Santiago’s amazing landscapes have captivated visitors for hundreds of years. Explorers, whalers, buccaneers all explored the island, and gave it different names: Santiago, James or San Salvador.

The famous expedition of Charles Darwin in 1835 explored Santiago more times than any other place in the Galapagos.

In 1923 William Beebe came to the islands and also visited Santiago, his description of the island reminds me of our walk today at Sullivan Bay: “James was sinister with suggestion of recent volcanic outbreaks. The lofty central craters had evidently long been dead, but the lesser ones along the outer shoulders had spilled over recently, and crucified the island with layer after layer of lava, dead and black at present, rugged and jagged, with crevices and crevasses in every direction.”

Today we explored Santiago Island. In the morning, an impressive spatter cone known as Chinese Hat. In the afternoon we visited a recent lava flow called Sullivan Bay. The landscape amazed us just as it did to the early explorers.

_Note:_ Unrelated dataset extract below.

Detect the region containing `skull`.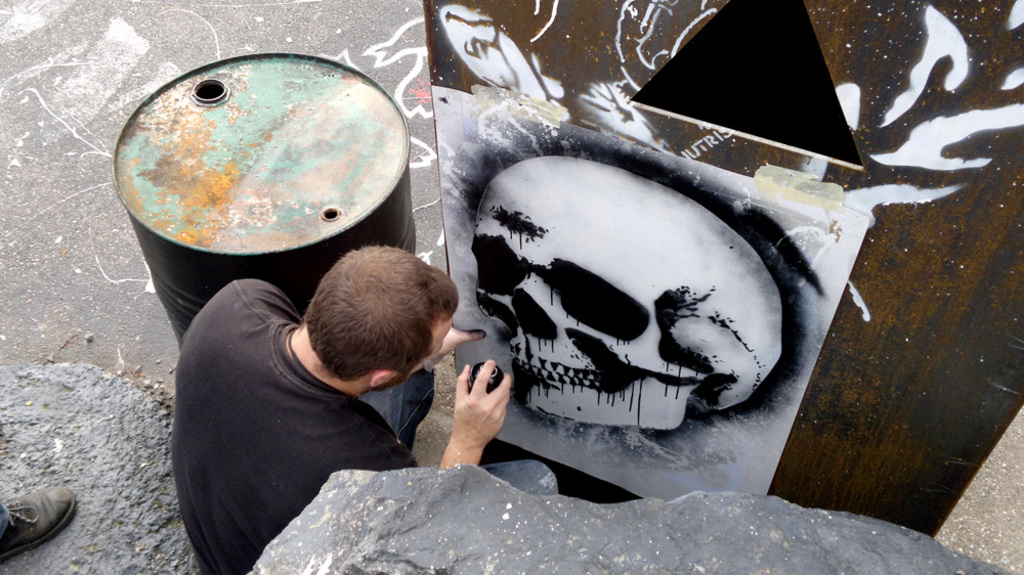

The highlight for many of us was to finally see the unique Galapagos penguin from our zodiacs. The population is small, as it is the only penguin that lives on the equatorial area, and it depends on upwells of cold water. But today we saw them twice, first one lonely penguin fishing along the shores of Chinese Hat, later at sunset we saw five penguins coming back from fishing to rest on the shore.

The mixture of warm and cold waters make of the Galapagos a unique place, this is reflected on the species that live here. Today our example was seeing penguins in two locations and during our navigation, spotting flamingos from the ship. Penguins and flamingos on the same day… just in the Galapagos!

Snorkelling brought sharks and rays to our list, as well as new species of fish and colourful sea stars. Our walk along the new lava field of Sullivan made us imagine the beginning of the islands, when everything was layer after layer of lava. Another amazing day on this archipelago full of wildlife and outstanding landscapes, the place that William Beebe called: the world’s end.